June 2017

Holly Flora’s essay, Fashioning the Passion: The Poor Clares and the Clothing of Christ, offers a reading of the motif of Christ’s clothing that suggests several interpretive and experiential possibilities for a Clarissan reader.

Toward a Cultural Ecology of Architectural Glass in Early Modern Northern Europe, by Morgan Ng, traces the aesthetic effects occasioned by the new relationship between early modern glazed spaces and their surrounding environments, introducing the concept of synthetic vernacularism to describe the dynamic geographical factors that shaped the local use of this industrial material in northern Europe.

In ‘No Picture more Charming’: The Family Portrait in Eighteenth-Century France, Emma Barker argues that the changes that the family portrait underwent during the eighteenth century are bound up with the shift of political authority away from the absolute monarch towards the public sphere.

Through an examination of contemporary literature, Nathan J. Timpano’s essay, ‘His Wretched Hand’: Aubrey Beardsley, the Grotesque Body, and Viennese Modern Art, investigates the extent to which Beardsley’s repertoire of erotic and grotesque figures was in dialogue with similarly ‘grotesque’ images created by the Austrian artists Gustav Klimt and Julius Klinger.

Flip, Linger, Glide: Coles Phillips and the Movements of Magazine Pictures, by Jennifer A. Greenhill, considers how much mass-market illustration has to tell us about the early-twentieth century’s understanding of perceptual practices and their operations in a commercial marketplace, while also revealing the importance of advertising theory to the popular periodicals’ self-presentation during the magazine boom of the period.

Ann Stephen’s essay, The Oceanic Primitivism of Len Lye’s Animation Tusalava (1929), traces this film’s sources, and proposes a Freudian reading in light of an annotated sketchbook of Freud’s Totem and Taboo (1913).

Authorless Pictures: Uses of Photography in Christian Boltanski’s Early Work (1969-1975), by Olga Smith, considers Christian Boltanski’s engagement with photography in the 1970s, a time when its circulation was still largely confined to the realms of amateur practice.

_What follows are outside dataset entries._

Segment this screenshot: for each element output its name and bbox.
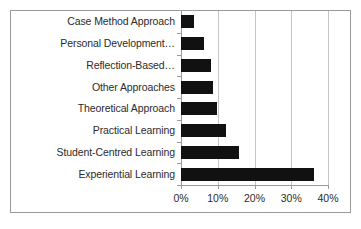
x-tick-mark: [291, 185, 292, 189]
category-label: Personal Development…: [11, 37, 181, 50]
category-label: Theoretical Approach: [11, 102, 181, 115]
x-tick-mark: [255, 185, 256, 189]
chart-frame: Case Method ApproachPersonal Development…: [10, 10, 351, 213]
category-label: Reflection-Based…: [11, 59, 181, 72]
y-tick-mark: [177, 33, 181, 34]
bar: [181, 146, 239, 159]
x-tick-mark: [218, 185, 219, 189]
gridline-10pct: [218, 11, 219, 185]
bar: [181, 59, 211, 72]
y-tick-mark: [177, 163, 181, 164]
gridline-40pct: [328, 11, 329, 185]
gridline-20pct: [255, 11, 256, 185]
category-label: Case Method Approach: [11, 15, 181, 28]
bar: [181, 124, 226, 137]
category-label: Student-Centred Learning: [11, 146, 181, 159]
y-tick-mark: [177, 98, 181, 99]
x-tick-mark: [181, 185, 182, 189]
y-tick-mark: [177, 76, 181, 77]
x-tick-label: 20%: [235, 192, 275, 204]
category-label: Other Approaches: [11, 81, 181, 94]
bar: [181, 15, 194, 28]
bar: [181, 168, 314, 181]
category-label: Experiential Learning: [11, 168, 181, 181]
y-tick-mark: [177, 120, 181, 121]
x-tick-label: 40%: [308, 192, 348, 204]
gridline-30pct: [291, 11, 292, 185]
bar: [181, 81, 213, 94]
bar: [181, 102, 217, 115]
category-label: Practical Learning: [11, 124, 181, 137]
y-tick-mark: [177, 55, 181, 56]
x-tick-label: 0%: [161, 192, 201, 204]
bar: [181, 37, 204, 50]
x-tick-label: 30%: [271, 192, 311, 204]
x-tick-mark: [328, 185, 329, 189]
x-tick-label: 10%: [198, 192, 238, 204]
y-tick-mark: [177, 142, 181, 143]
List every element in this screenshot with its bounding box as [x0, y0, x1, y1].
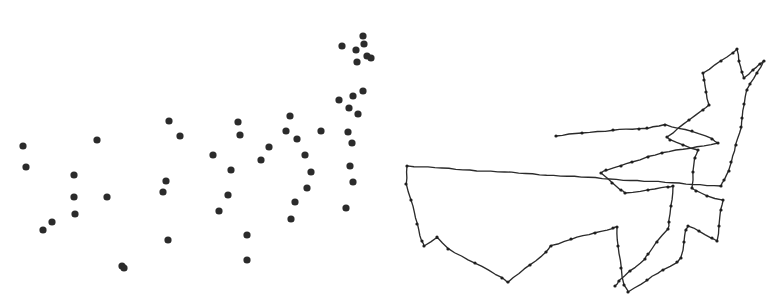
scatter-point [317, 127, 324, 134]
scatter-point [303, 184, 310, 191]
boundary-vertex [645, 278, 648, 281]
boundary-vertex [669, 204, 672, 207]
boundary-vertex [435, 235, 438, 238]
boundary-vertex [691, 170, 694, 173]
scatter-point [349, 178, 356, 185]
boundary-vertex [693, 156, 696, 159]
scatter-point [367, 54, 374, 61]
boundary-vertex [405, 164, 408, 167]
scatter-point [236, 131, 243, 138]
boundary-vertex [719, 208, 722, 211]
boundary-vertex [593, 231, 596, 234]
scatter-point [353, 58, 360, 65]
scatter-point [349, 92, 356, 99]
boundary-vertex [617, 279, 620, 282]
boundary-vertex [731, 51, 734, 54]
scatter-point [265, 143, 272, 150]
boundary-vertex [610, 181, 613, 184]
scatter-point [287, 215, 294, 222]
boundary-vertex [663, 123, 666, 126]
scatter-plot [0, 0, 389, 305]
boundary-outline-path [406, 49, 764, 292]
boundary-vertex [742, 76, 745, 79]
scatter-point [39, 226, 46, 233]
boundary-vertex [604, 168, 607, 171]
scatter-point [162, 177, 169, 184]
scatter-point [360, 40, 367, 47]
boundary-vertex [626, 290, 629, 293]
boundary-vertex [643, 257, 646, 260]
boundary-vertex [549, 244, 552, 247]
boundary-vertex [616, 244, 619, 247]
boundary-vertex [690, 186, 693, 189]
scatter-point [354, 110, 361, 117]
boundary-vertex [630, 160, 633, 163]
boundary-vertex [622, 283, 625, 286]
scatter-panel [0, 0, 389, 305]
boundary-vertex [473, 261, 476, 264]
boundary-vertex [697, 229, 700, 232]
scatter-point [70, 171, 77, 178]
scatter-point [159, 188, 166, 195]
scatter-point [335, 96, 342, 103]
boundary-vertex [719, 184, 722, 187]
boundary-vertex [710, 137, 713, 140]
boundary-vertex [628, 269, 631, 272]
scatter-point [344, 128, 351, 135]
boundary-vertex [737, 59, 740, 62]
scatter-point [22, 163, 29, 170]
boundary-vertex [740, 116, 743, 119]
boundary-vertex [715, 239, 718, 242]
boundary-vertex [735, 47, 738, 50]
boundary-vertex [661, 268, 664, 271]
boundary-vertex [599, 171, 602, 174]
boundary-vertex [666, 227, 669, 230]
boundary-vertex [739, 125, 742, 128]
scatter-point [291, 198, 298, 205]
scatter-point [307, 168, 314, 175]
boundary-vertex [684, 228, 687, 231]
boundary-vertex [528, 263, 531, 266]
boundary-vertex [671, 184, 674, 187]
scatter-point [342, 204, 349, 211]
scatter-point [348, 139, 355, 146]
scatter-point [120, 264, 127, 271]
scatter-point [243, 231, 250, 238]
boundary-vertex [679, 256, 682, 259]
boundary-vertex [745, 88, 748, 91]
boundary-vertex [623, 191, 626, 194]
boundary-vertex [655, 240, 658, 243]
boundary-vertex [554, 134, 557, 137]
boundary-vertex [619, 164, 622, 167]
scatter-point [165, 117, 172, 124]
boundary-vertex [719, 59, 722, 62]
boundary-vertex [686, 224, 689, 227]
scatter-point [352, 46, 359, 53]
boundary-vertex [758, 62, 761, 65]
boundary-vertex [682, 240, 685, 243]
boundary-vertex [740, 70, 743, 73]
boundary-vertex [702, 78, 705, 81]
boundary-vertex [544, 250, 547, 253]
boundary-vertex [717, 224, 720, 227]
boundary-vertex [727, 169, 730, 172]
boundary-vertex [422, 244, 425, 247]
boundary-vertex [404, 182, 407, 185]
boundary-vertex [668, 138, 671, 141]
boundary-vertex [722, 178, 725, 181]
boundary-vertex [446, 247, 449, 250]
scatter-point [176, 132, 183, 139]
scatter-point [19, 142, 26, 149]
boundary-vertex [701, 108, 704, 111]
scatter-point [345, 104, 352, 111]
boundary-vertex [748, 82, 751, 85]
scatter-point [286, 112, 293, 119]
boundary-vertex [646, 155, 649, 158]
boundary-vertex-group [404, 47, 765, 293]
scatter-point [359, 87, 366, 94]
boundary-vertex [707, 103, 710, 106]
boundary-vertex [613, 284, 616, 287]
boundary-vertex [666, 185, 669, 188]
scatter-point [70, 193, 77, 200]
boundary-vertex [704, 90, 707, 93]
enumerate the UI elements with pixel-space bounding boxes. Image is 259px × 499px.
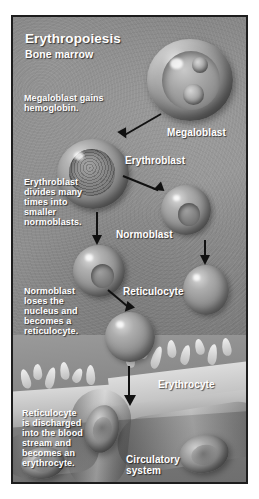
page-subtitle: Bone marrow bbox=[25, 49, 93, 61]
normoblast-cell-right bbox=[161, 185, 211, 235]
page-title: Erythropoiesis bbox=[25, 31, 121, 46]
highlight bbox=[85, 254, 93, 261]
stage-label-erythroblast: Erythroblast bbox=[125, 155, 185, 166]
caption-normoblast: Normoblast loses the nucleus and becomes… bbox=[24, 286, 78, 336]
caption-reticulocyte: Reticulocyte is discharged into the bloo… bbox=[22, 408, 83, 468]
caption-megaloblast: Megaloblast gains hemoglobin. bbox=[24, 93, 104, 113]
stage-label-megaloblast: Megaloblast bbox=[167, 127, 226, 138]
reticulocyte-cell-right bbox=[183, 265, 229, 315]
biconcave-dimple bbox=[91, 416, 113, 444]
normoblast-nucleus bbox=[178, 203, 200, 226]
highlight bbox=[170, 58, 183, 69]
arrowhead bbox=[124, 395, 136, 406]
arrowhead bbox=[200, 255, 210, 265]
normoblast-cell-left bbox=[73, 245, 125, 297]
erythropoiesis-figure: Erythropoiesis Bone marrow Megaloblast g… bbox=[0, 0, 259, 499]
highlight bbox=[193, 274, 200, 281]
stage-label-reticulocyte: Reticulocyte bbox=[123, 286, 184, 297]
caption-erythroblast: Erythroblast divides many times into sma… bbox=[24, 177, 82, 227]
nucleolus bbox=[183, 84, 204, 105]
reticulocyte-cell bbox=[105, 312, 155, 362]
illustration-frame: Erythropoiesis Bone marrow Megaloblast g… bbox=[11, 15, 248, 484]
highlight bbox=[116, 321, 124, 328]
biconcave-dimple bbox=[189, 442, 220, 467]
stage-label-normoblast: Normoblast bbox=[116, 229, 173, 240]
label-circulatory-system: Circulatory system bbox=[126, 454, 180, 476]
megaloblast-cell bbox=[147, 39, 233, 121]
arrowhead bbox=[92, 235, 102, 245]
highlight bbox=[173, 195, 181, 202]
normoblast-nucleus bbox=[91, 264, 114, 288]
stage-label-erythrocyte: Erythrocyte bbox=[158, 379, 215, 390]
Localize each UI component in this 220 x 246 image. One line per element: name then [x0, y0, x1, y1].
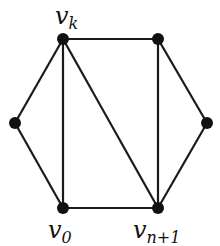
edges [15, 39, 207, 208]
graph-diagram: vk v0 vn+1 [0, 0, 220, 246]
label-v0: v0 [48, 216, 72, 246]
edge-tr-right [158, 39, 207, 123]
edge-vk-vn1 [63, 39, 158, 208]
node-v0 [57, 202, 69, 214]
label-vn1: vn+1 [133, 216, 180, 246]
label-vk: vk [55, 2, 78, 33]
node-right [201, 117, 213, 129]
node-left [9, 117, 21, 129]
edge-right-vn1 [158, 123, 207, 208]
node-vn1 [152, 202, 164, 214]
node-vk [57, 33, 69, 45]
edge-left-v0 [15, 123, 63, 208]
node-top-right [152, 33, 164, 45]
edge-vk-left [15, 39, 63, 123]
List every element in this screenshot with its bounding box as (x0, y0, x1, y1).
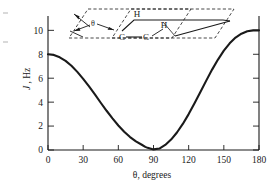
y-tick-label: 2 (38, 121, 43, 131)
atom-label-h-right: H (161, 20, 168, 30)
y-tick-label: 8 (38, 50, 43, 60)
karplus-curve-figure: θ H H C C 0246810 0306090120150180 J , H… (0, 0, 275, 190)
y-axis-title-units: , Hz (22, 68, 32, 84)
karplus-curve (48, 30, 259, 149)
y-tick-label: 6 (38, 74, 43, 84)
y-tick-label: 0 (38, 145, 43, 155)
theta-angle-label: θ (91, 19, 95, 28)
dihedral-angle-diagram: θ H H C C (69, 9, 234, 42)
y-tick-label: 4 (38, 98, 43, 108)
y-axis-title-symbol: J (22, 85, 32, 90)
x-tick-label: 90 (149, 155, 159, 165)
x-tick-label: 120 (182, 155, 197, 165)
y-tick-label: 10 (34, 26, 44, 36)
x-tick-label: 30 (78, 155, 88, 165)
y-axis-title: J , Hz (22, 68, 32, 90)
plot-canvas: θ H H C C 0246810 0306090120150180 J , H… (0, 0, 275, 190)
bond-right-vertex-lower (175, 21, 230, 36)
bond-h-right-to-c (152, 29, 163, 36)
bond-h-top-to-c (122, 20, 190, 31)
atom-label-h-top: H (134, 9, 141, 19)
axis-lines (48, 16, 259, 150)
y-axis-ticks: 0246810 (34, 26, 260, 156)
x-tick-label: 0 (46, 155, 51, 165)
bond-right-vertex-upper (190, 20, 230, 21)
atom-label-c-right: C (143, 32, 149, 42)
atom-label-c-left: C (119, 32, 125, 42)
x-tick-label: 180 (252, 155, 267, 165)
x-tick-label: 60 (114, 155, 124, 165)
x-tick-label: 150 (217, 155, 232, 165)
x-axis-title: θ, degrees (133, 170, 172, 180)
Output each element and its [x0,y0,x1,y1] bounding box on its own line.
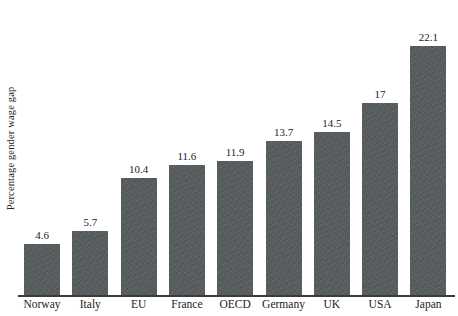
bar-group: 13.7 [266,0,302,296]
bar-group: 11.9 [217,0,253,296]
bar-group: 4.6 [24,0,60,296]
x-axis-line [18,295,455,297]
bar-group: 10.4 [121,0,157,296]
bar-value-label: 17 [348,88,412,100]
bar [169,165,205,296]
bar-value-label: 11.9 [203,146,267,158]
bar-value-label: 5.7 [58,216,122,228]
bar-group: 17 [362,0,398,296]
bar [410,46,446,296]
bar-value-label: 14.5 [300,117,364,129]
bar [266,141,302,296]
x-axis-tick-labels: NorwayItalyEUFranceOECDGermanyUKUSAJapan [18,298,454,316]
bar-chart: Percentage gender wage gap 4.65.710.411.… [0,0,458,316]
bar [314,132,350,296]
bars-layer: 4.65.710.411.611.913.714.51722.1 [18,0,454,296]
bar [72,231,108,296]
bar-value-label: 22.1 [396,31,458,43]
plot-area: 4.65.710.411.611.913.714.51722.1 [18,0,454,296]
y-axis-title-text: Percentage gender wage gap [6,86,17,210]
bar [24,244,60,296]
bar-group: 11.6 [169,0,205,296]
bar-group: 5.7 [72,0,108,296]
bar [217,161,253,296]
bar-value-label: 10.4 [107,163,171,175]
bar [121,178,157,296]
bar [362,103,398,296]
bar-group: 14.5 [314,0,350,296]
bar-value-label: 4.6 [10,229,74,241]
x-axis-label-japan: Japan [392,298,458,310]
bar-group: 22.1 [410,0,446,296]
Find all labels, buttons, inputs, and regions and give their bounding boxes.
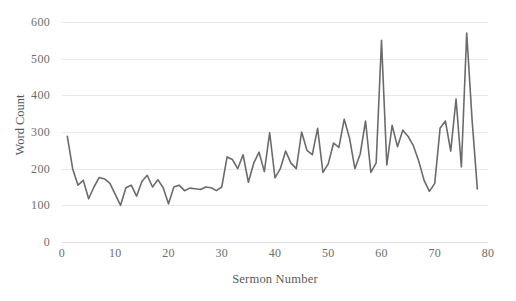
y-tick-label: 100	[0, 198, 56, 213]
x-tick-label: 30	[215, 246, 228, 261]
y-tick-label: 500	[0, 51, 56, 66]
x-axis-tick-labels: 01020304050607080	[0, 246, 516, 264]
x-tick-label: 0	[59, 246, 65, 261]
x-tick-label: 80	[482, 246, 495, 261]
x-tick-label: 40	[269, 246, 282, 261]
word-count-line-chart: Word Count 0100200300400500600 010203040…	[0, 0, 516, 301]
gridline-0	[62, 242, 488, 243]
y-tick-label: 300	[0, 125, 56, 140]
y-tick-label: 600	[0, 15, 56, 30]
y-tick-label: 200	[0, 161, 56, 176]
x-tick-label: 60	[375, 246, 388, 261]
x-tick-label: 10	[109, 246, 122, 261]
x-tick-label: 70	[428, 246, 441, 261]
plot-area	[62, 22, 488, 242]
x-tick-label: 20	[162, 246, 175, 261]
x-axis-title: Sermon Number	[62, 272, 488, 287]
series-layer	[62, 22, 488, 242]
x-tick-label: 50	[322, 246, 335, 261]
word-count-series-line	[67, 33, 477, 205]
y-tick-label: 400	[0, 88, 56, 103]
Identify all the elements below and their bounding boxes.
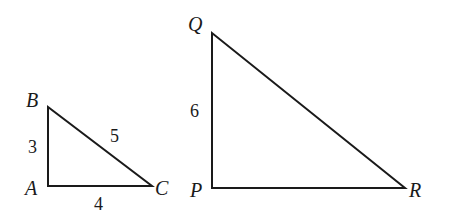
- vertex-label-p: P: [190, 180, 202, 200]
- side-label-pq: 6: [190, 102, 199, 120]
- side-label-ac: 4: [94, 195, 103, 213]
- geometry-figure: B A C 3 4 5 Q P R 6: [0, 0, 449, 223]
- triangle-abc-outline: [48, 107, 152, 186]
- vertex-label-c: C: [155, 178, 168, 198]
- vertex-label-q: Q: [188, 14, 202, 34]
- triangles-canvas: [0, 0, 449, 223]
- vertex-label-a: A: [25, 178, 37, 198]
- side-label-bc: 5: [110, 127, 119, 145]
- triangle-abc-polygon: [48, 107, 152, 186]
- vertex-label-b: B: [26, 90, 38, 110]
- triangle-pqr-outline: [212, 33, 405, 188]
- side-label-ab: 3: [28, 138, 37, 156]
- vertex-label-r: R: [409, 180, 421, 200]
- triangle-pqr-polygon: [212, 33, 405, 188]
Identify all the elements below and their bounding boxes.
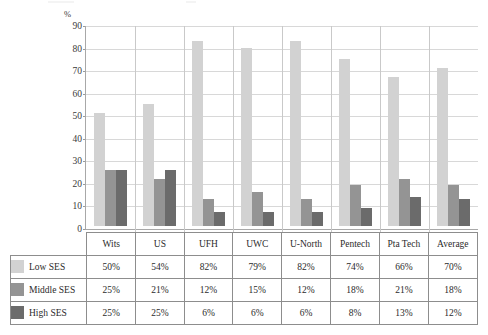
bar-group-ufh <box>184 0 233 229</box>
y-axis-tick-40: 40 <box>56 134 82 144</box>
table-header-wits: Wits <box>87 233 136 256</box>
legend-cell-high-ses: High SES <box>11 301 87 324</box>
table-cell-low-ses-wits: 50% <box>87 255 136 278</box>
table-header-ufh: UFH <box>184 233 233 256</box>
group-separator <box>331 26 332 232</box>
table-row: Low SES50%54%82%79%82%74%66%70% <box>11 255 478 278</box>
bar-group-average <box>429 0 478 229</box>
middle-ses-swatch <box>11 283 24 296</box>
y-axis-tick-60: 60 <box>56 89 82 99</box>
bar-low-ses-average <box>437 68 448 226</box>
y-axis-tick-10: 10 <box>56 201 82 211</box>
table-cell-low-ses-average: 70% <box>428 255 477 278</box>
bar-high-ses-uwc <box>263 212 274 226</box>
chart-plot-region: % 9080706050403020100 <box>0 0 488 232</box>
table-cell-middle-ses-average: 18% <box>428 278 477 301</box>
bar-middle-ses-pentech <box>350 185 361 226</box>
table-cell-high-ses-uwc: 6% <box>233 301 282 324</box>
table-cell-low-ses-uwc: 79% <box>233 255 282 278</box>
bar-group-pta-tech <box>380 0 429 229</box>
bar-group-pentech <box>331 0 380 229</box>
legend-cell-middle-ses: Middle SES <box>11 278 87 301</box>
table-cell-middle-ses-u-north: 12% <box>282 278 331 301</box>
table-cell-middle-ses-wits: 25% <box>87 278 136 301</box>
low-ses-swatch <box>11 260 24 273</box>
figure-bar-chart-with-data-table: % 9080706050403020100 WitsUSUFHUWCU-Nort… <box>0 0 488 335</box>
bar-high-ses-ufh <box>214 212 225 226</box>
group-separator <box>233 26 234 232</box>
bar-group-u-north <box>282 0 331 229</box>
table-header-pta-tech: Pta Tech <box>380 233 429 256</box>
bar-middle-ses-pta-tech <box>399 179 410 226</box>
high-ses-swatch <box>11 306 24 319</box>
bar-middle-ses-us <box>154 179 165 226</box>
table-header-row: WitsUSUFHUWCU-NorthPentechPta TechAverag… <box>11 233 478 256</box>
table-cell-low-ses-pentech: 74% <box>330 255 379 278</box>
group-separator <box>282 26 283 232</box>
table-header-average: Average <box>428 233 477 256</box>
bar-low-ses-pta-tech <box>388 77 399 226</box>
bar-middle-ses-ufh <box>203 199 214 226</box>
table-body: Low SES50%54%82%79%82%74%66%70%Middle SE… <box>11 255 478 324</box>
group-separator <box>380 26 381 232</box>
table-cell-high-ses-us: 25% <box>136 301 185 324</box>
table-cell-high-ses-average: 12% <box>428 301 477 324</box>
data-table: WitsUSUFHUWCU-NorthPentechPta TechAverag… <box>10 232 478 325</box>
table-cell-high-ses-u-north: 6% <box>282 301 331 324</box>
table-header-us: US <box>136 233 185 256</box>
bar-group-us <box>135 0 184 229</box>
table-cell-low-ses-us: 54% <box>136 255 185 278</box>
group-separator <box>184 26 185 232</box>
y-axis-tick-80: 80 <box>56 44 82 54</box>
y-axis-tick-90: 90 <box>56 21 82 31</box>
table-header-pentech: Pentech <box>330 233 379 256</box>
bars-area <box>86 0 478 232</box>
table-cell-high-ses-ufh: 6% <box>184 301 233 324</box>
table-cell-middle-ses-ufh: 12% <box>184 278 233 301</box>
bar-low-ses-uwc <box>241 48 252 226</box>
bar-low-ses-pentech <box>339 59 350 226</box>
table-cell-middle-ses-pta-tech: 21% <box>380 278 429 301</box>
legend-label: Low SES <box>29 262 65 272</box>
y-axis-tick-50: 50 <box>56 111 82 121</box>
table-cell-high-ses-pta-tech: 13% <box>380 301 429 324</box>
table-cell-low-ses-pta-tech: 66% <box>380 255 429 278</box>
table-header-u-north: U-North <box>282 233 331 256</box>
bar-low-ses-u-north <box>290 41 301 226</box>
table-cell-high-ses-pentech: 8% <box>330 301 379 324</box>
table-cell-low-ses-u-north: 82% <box>282 255 331 278</box>
table-cell-low-ses-ufh: 82% <box>184 255 233 278</box>
table-row: High SES25%25%6%6%6%8%13%12% <box>11 301 478 324</box>
bar-group-wits <box>86 0 135 229</box>
table-cell-middle-ses-uwc: 15% <box>233 278 282 301</box>
bar-middle-ses-wits <box>105 170 116 226</box>
legend-label: Middle SES <box>29 285 75 295</box>
bar-high-ses-average <box>459 199 470 226</box>
bar-low-ses-ufh <box>192 41 203 226</box>
table-cell-middle-ses-pentech: 18% <box>330 278 379 301</box>
bar-high-ses-pta-tech <box>410 197 421 226</box>
y-axis-tick-20: 20 <box>56 179 82 189</box>
bar-high-ses-pentech <box>361 208 372 226</box>
y-axis-tick-labels: 9080706050403020100 <box>56 0 82 232</box>
bar-middle-ses-uwc <box>252 192 263 226</box>
legend-label: High SES <box>29 308 67 318</box>
bar-middle-ses-average <box>448 185 459 226</box>
table-row: Middle SES25%21%12%15%12%18%21%18% <box>11 278 478 301</box>
bar-high-ses-u-north <box>312 212 323 226</box>
legend-cell-low-ses: Low SES <box>11 255 87 278</box>
y-axis-tick-70: 70 <box>56 66 82 76</box>
table-header-uwc: UWC <box>233 233 282 256</box>
bar-low-ses-wits <box>94 113 105 226</box>
group-separator <box>135 26 136 232</box>
y-axis-tick-30: 30 <box>56 156 82 166</box>
bar-group-uwc <box>233 0 282 229</box>
bar-high-ses-wits <box>116 170 127 226</box>
table-cell-high-ses-wits: 25% <box>87 301 136 324</box>
table-corner-cell <box>11 233 87 256</box>
bar-low-ses-us <box>143 104 154 226</box>
group-separator <box>429 26 430 232</box>
bar-middle-ses-u-north <box>301 199 312 226</box>
table-cell-middle-ses-us: 21% <box>136 278 185 301</box>
bar-high-ses-us <box>165 170 176 226</box>
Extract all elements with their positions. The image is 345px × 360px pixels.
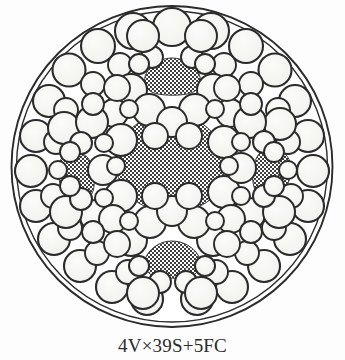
wire-packing [214, 231, 240, 257]
wire-packing [82, 93, 104, 115]
wire-strand-left [49, 161, 67, 179]
wire-strand-top [195, 54, 215, 74]
wire-outer [15, 155, 47, 187]
wire-outer [297, 155, 329, 187]
wire-strand-bottom [185, 277, 217, 309]
figure-caption: 4V×39S+5FC [0, 334, 345, 358]
wire-strand-top [127, 20, 159, 52]
wire-strand-bottom [120, 212, 138, 230]
wire-packing [142, 183, 168, 209]
wire-strand-right [232, 187, 250, 205]
wire-strand-bottom [195, 256, 215, 276]
wire-packing [264, 142, 284, 162]
wire-packing [104, 231, 130, 257]
wire-packing [264, 176, 284, 196]
wire-strand-bottom [127, 277, 159, 309]
wire-packing [176, 183, 202, 209]
wire-packing [240, 93, 262, 115]
wire-strand-top [129, 54, 149, 74]
wire-strand-bottom [129, 256, 149, 276]
wire-packing [104, 75, 130, 101]
wire-packing [176, 123, 202, 149]
wire-strand-top [185, 20, 217, 52]
wire-packing [60, 176, 80, 196]
wire-rope-cross-section-diagram [0, 0, 345, 335]
wire-strand-right [232, 133, 250, 151]
wire-packing [214, 75, 240, 101]
wire-strand-top [120, 100, 138, 118]
wire-packing [240, 221, 262, 243]
wire-strand-bottom [206, 212, 224, 230]
wire-strand-right [279, 161, 297, 179]
wire-strand-left [95, 134, 113, 152]
wire-rope-figure: 4V×39S+5FC [0, 0, 345, 360]
wire-strand-top [206, 100, 224, 118]
wire-packing [142, 123, 168, 149]
diagram-canvas [12, 6, 333, 327]
wire-packing [82, 221, 104, 243]
wire-strand-left [107, 157, 125, 175]
wire-packing [60, 142, 80, 162]
wire-strand-right [220, 157, 238, 175]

Patricia Allmer’s review, Drawing’s Prepositions, addresses recent work on this medium and gender. Not Virtual, by Michael Corris, considers a monograph on experimental filmmaker Stan VanDerBeek. Rina Arya revisits the parameters of the catalogue raisonné in Looking Back at Bacon: Reviewing the Oeuvre. The latest scholarship on Peruvian murals is evaluated by Michael Schreffler in Andean Sojourns. Albert Godycki turns in Gossart’s Netherlandish Courage to early modern Europe and its relationship with antiquity. Crispin Branfoot’s review, Architecture and Cultural Translation on India’s Deccan Frontier, looks to collaborative research on South Asia. A substantial collection of essays is assessed by T. A. Heslop in When Artistry, Materiality and Culture Meet. Nadine Schibille’s Spectacles of Beauty examines a major publication on Byzantine mosaics.